Robert A. Delfino

Associate Professor
Ph.D., State University of New York at Buffalo

EDUCATIONAL BACKGROUND

Ph.D., Philosophy, State University of New York at Buffalo, 2001

B.A., Philosophy and English, St. John’s University, 1994

AREAS OF INTEREST

Metaphysics, especially natural theology, naturalism, and personal identity

The relationship between science, metaphysics, and religion

Medieval Philosophy and Thomas Aquinas


Robert A. Delfino received his Ph.D. from the State University of New York at Buffalo, where he specialized in metaphysics, medieval philosophy, and Thomas Aquinas, studying under Professor Jorge J. E. Gracia. He has published articles on Aristotle, Aquinas, Locke, Kant, Husserl, the nature of philosophy, science and religion, God and evolution, philosophy of science, personal identity, and human rights, in various countries, including the United States, the United Kingdom, Canada, Germany, Italy, Russia, Poland, and India. He has presented papers at the University of Oxford, in the United Kingdom, the Comillas Pontifical University in Madrid, Spain, and the St. John Paul II Catholic University of Lublin, in Poland, where he delivered the Jacek Woroniecki Lectures in May of 2010. He was the editor of Studies in the History of Western Philosophy (SHWP), a special series within the Value Inquiry Book Series (VIBS) from 2002-2015.

  • Honors Philosophy of the Human Person
  • Honors Ethics
  • Honors Metaphysics
  • Honors Logic
  • Honors Science and Religion
  • Ancient Philosophy
  • Medieval Philosophy
  • Modern Philosophy
  • Contemporary Philosophy
  • Medieval Philosophy and Literature (cross-listed with English 3510 Medieval Literature)
  • Ancient Philosophy and Literature (cross-listed with English 3500 Classical Literature)

Books

The Philosophical Legacy of Jorge J.E. Gracia, co-edited with William Irwin and Jonathan J. Sanford (New York: Rowman & Littlefield), forthcoming.

Does God Exist?: A Socratic Dialogue on the Five Ways of Thomas Aquinas (St. Louis, MO: En Route Books and Media, LLC, 2018), co-authored with M. Fradd.

Understanding Moral Weakness. Edited by Robert A. Delfino (Amsterdam and New York: Editions Rodopi B.V., 2006), 166 pp.

What are We to Understand Gracia to Mean?: Realist Challenges to Metaphysical Neutralism. Edited by Robert A. Delfino (Amsterdam and New York: Editions Rodopi B.V., 2006), 261 pp.

Plato’s Cratylus: Argument, Form, and Structure. Edited by Robert A. Delfino (Amsterdam and New York: Editions Rodopi B.V., 2005), 151 pp.

Articles

“Gracia, Individuation, and Thomistic Metaphysics” in The Philosophical Legacy of Jorge J. E. Gracia (New York: Rowman & Littlefield), forthcoming.

“The Compatibility of Evolution and Thomistic Metaphysics: A Reply to Dennis F. Polis,” Studia Gilsoniana, vol. 10:1 (March 2021): 71–102.

“Redpath on the Nature of Philosophy,” Studia Gilsoniana, vol. 5:1 (January–March 2016): 33–53.

“The Cultural Dangers of Scientism and Common Sense Solutions,” Studia Gilsoniana, vol. 3: supplement (2014): 485–496.

“Experiment (in Science)” in New Catholic Encyclopedia Supplement 2012-2013: Ethics and Philosophy. Ed. Robert L. Fastiggi. vol. 2. Detroit: Gale, 2013, 542-544.

“Scientific Naturalism and the Need for a Neutral Metaphysical Framework” in Science and Faith within Reason: Reality, Creation, Life and Design, ed. by Jaume Navarro (Surrey, England: Ashgate, 2011), pp. 43-59.

."Christian Physicalism and Personal Identity," Global Spiral (November 2008).

"Realism and the Problem of Universals: A Thomistic Solution," Czlowiek W Kulturze: W obronie realizmu, Vol. 19 (March 2008), 301–15.

"The Problem of Justifying the Right to Freedom of Religion,” Journal of Dharma, Vol. 31, No. 1 (2006), 51–65.

“Mystical Theology in Aquinas and Maritain,” Jacques Maritain and The Many Ways of Knowing. Edited by Douglass A. Ollivant (Catholic University of America Press, 2002), 253–68.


[ACTIVITY] Take the lines from the one with "Spot *owl* in the image." through the end of the material below and repeat them exactly, dropping every picture.

[SOURCE MATERIAL]

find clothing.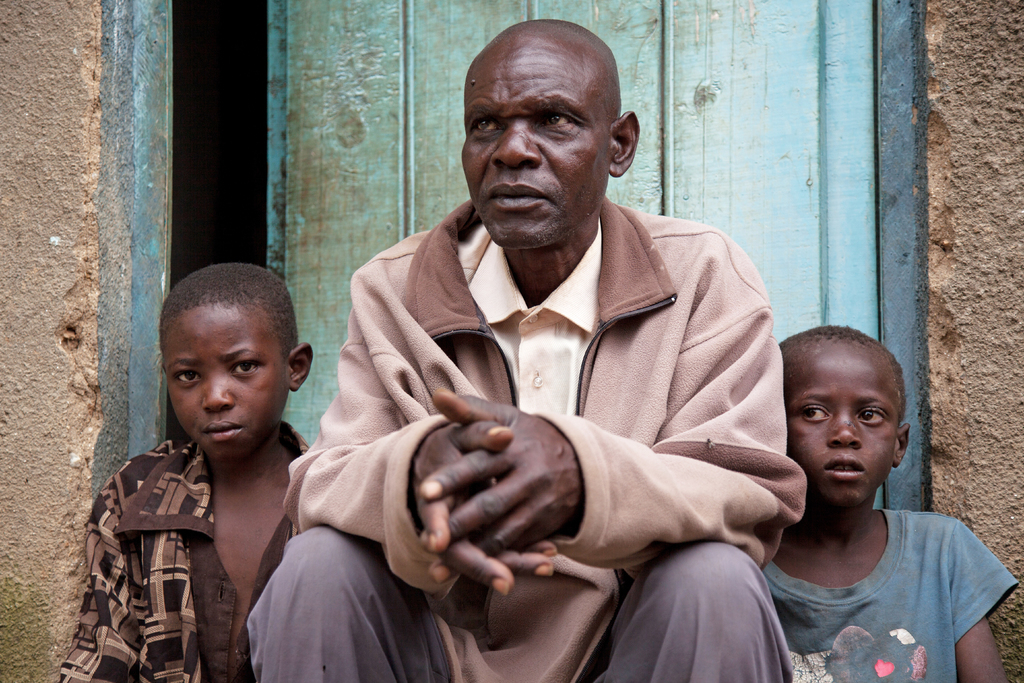
[left=54, top=432, right=312, bottom=682].
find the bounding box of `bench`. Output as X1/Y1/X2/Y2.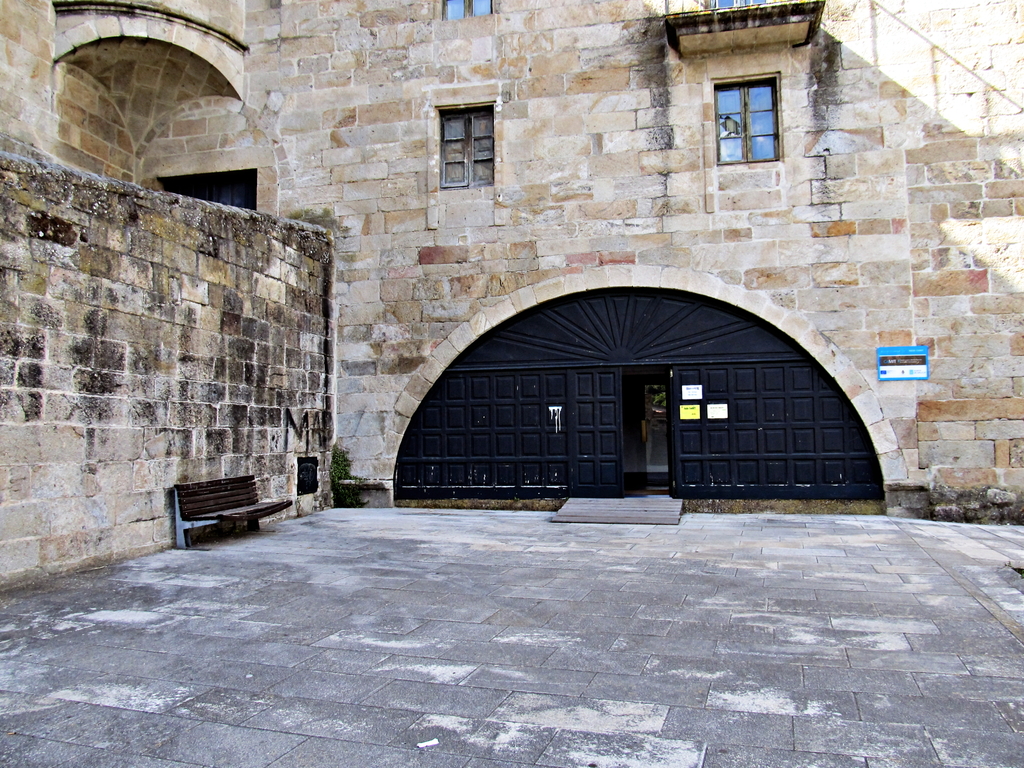
171/479/302/545.
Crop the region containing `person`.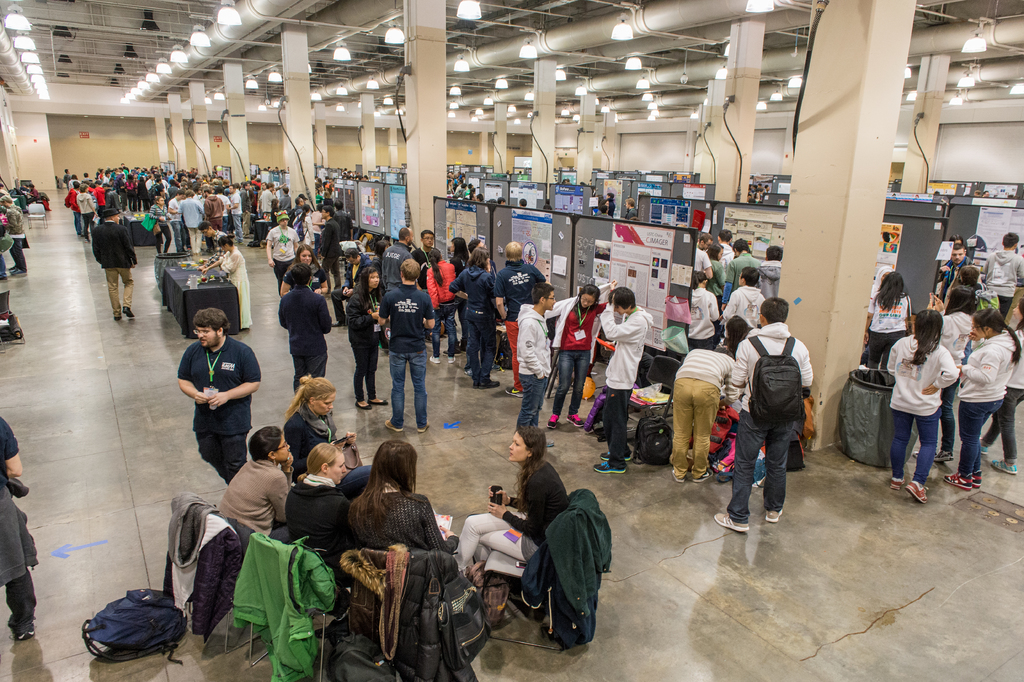
Crop region: {"left": 868, "top": 267, "right": 915, "bottom": 375}.
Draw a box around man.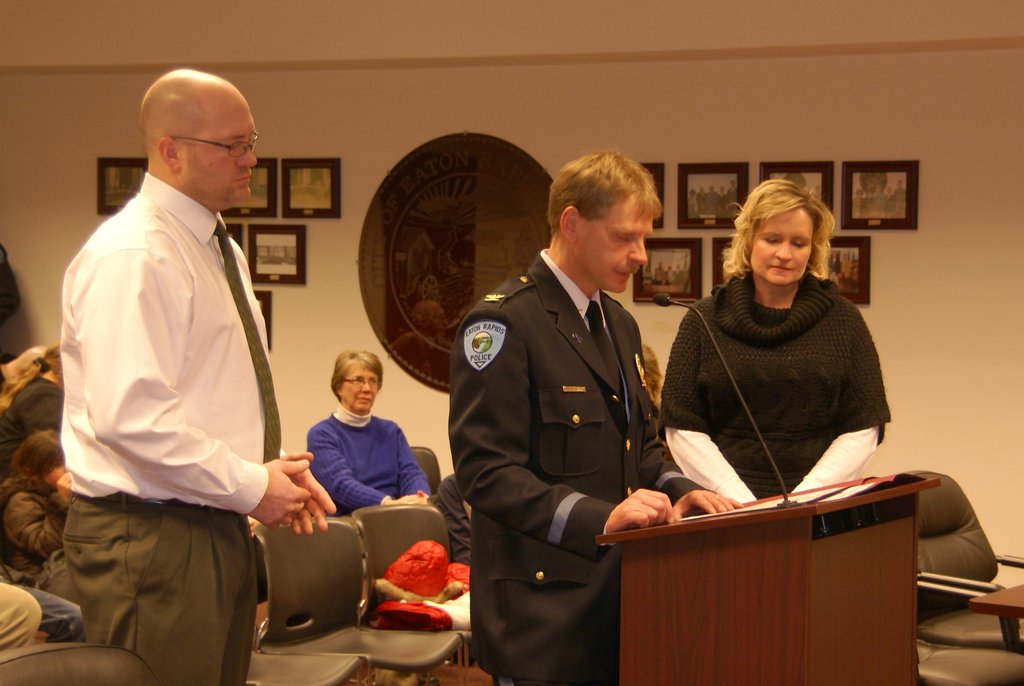
(x1=893, y1=175, x2=908, y2=218).
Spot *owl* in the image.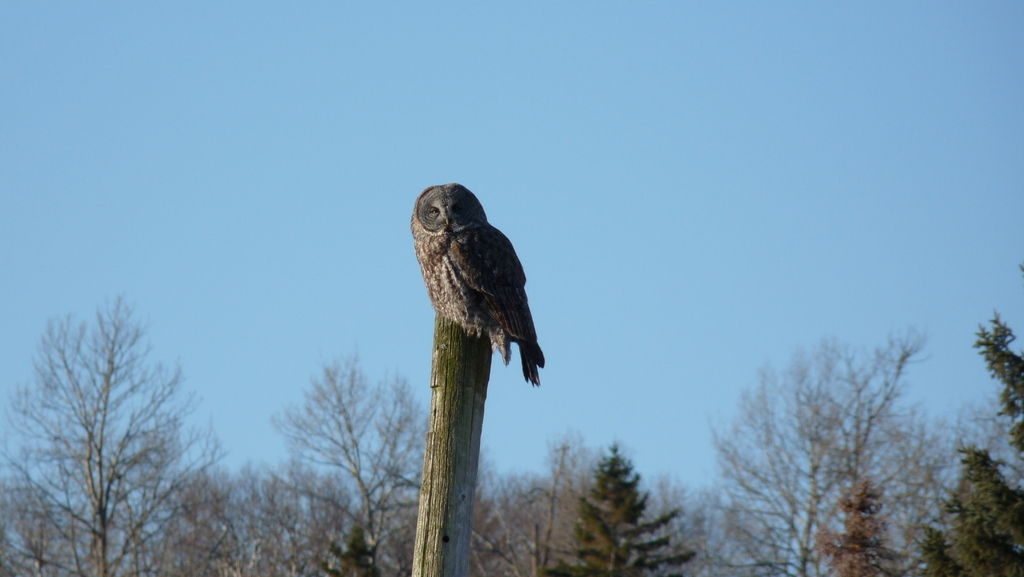
*owl* found at crop(410, 182, 548, 388).
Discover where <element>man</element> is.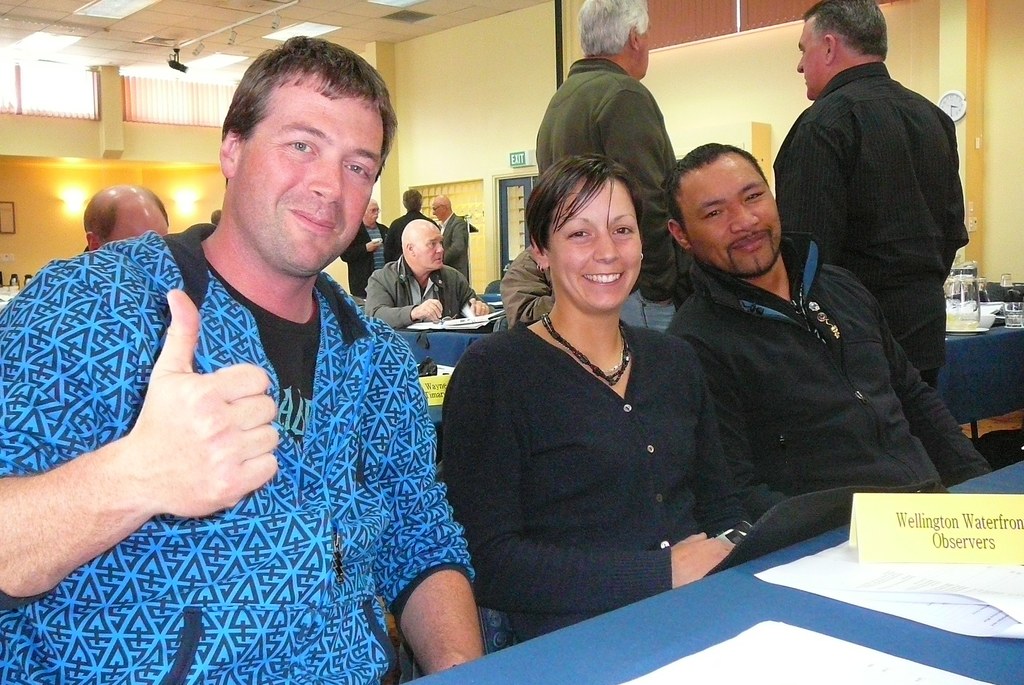
Discovered at <region>532, 0, 694, 337</region>.
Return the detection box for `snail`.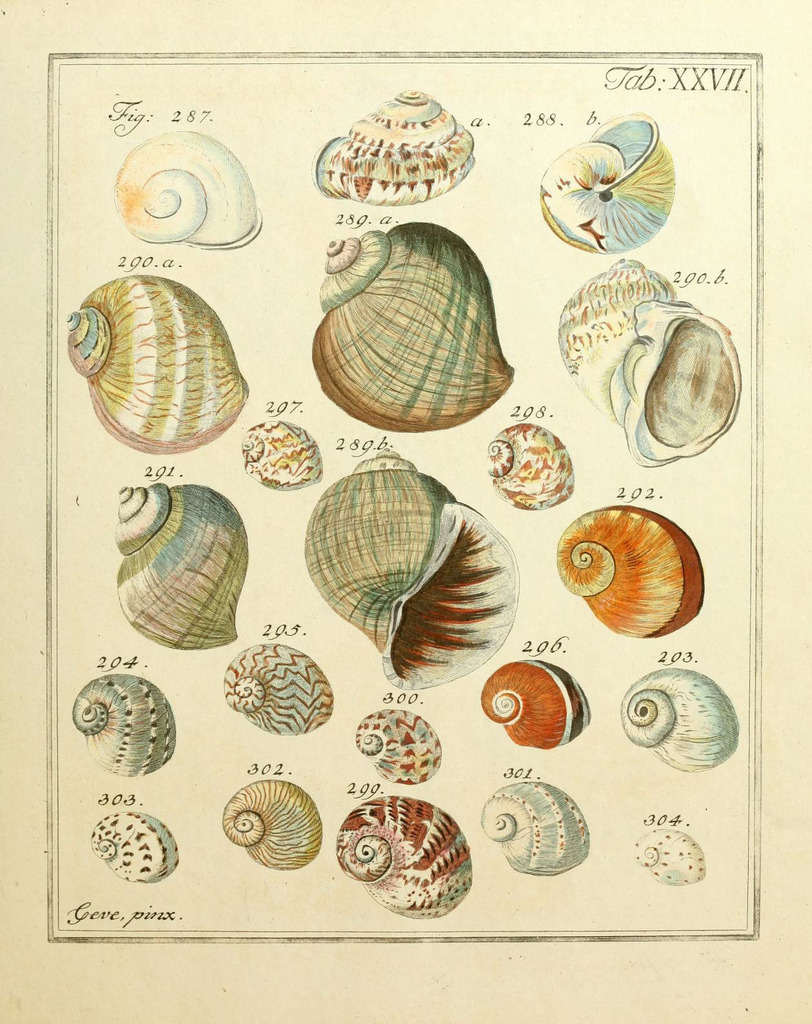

[WRITTEN RESPONSE]
Spot *owl* in the image.
*owl* found at crop(410, 182, 548, 388).
Discover where <element>man</element> is.
Discovered at <region>532, 0, 694, 337</region>.
Return the detection box for `snail`.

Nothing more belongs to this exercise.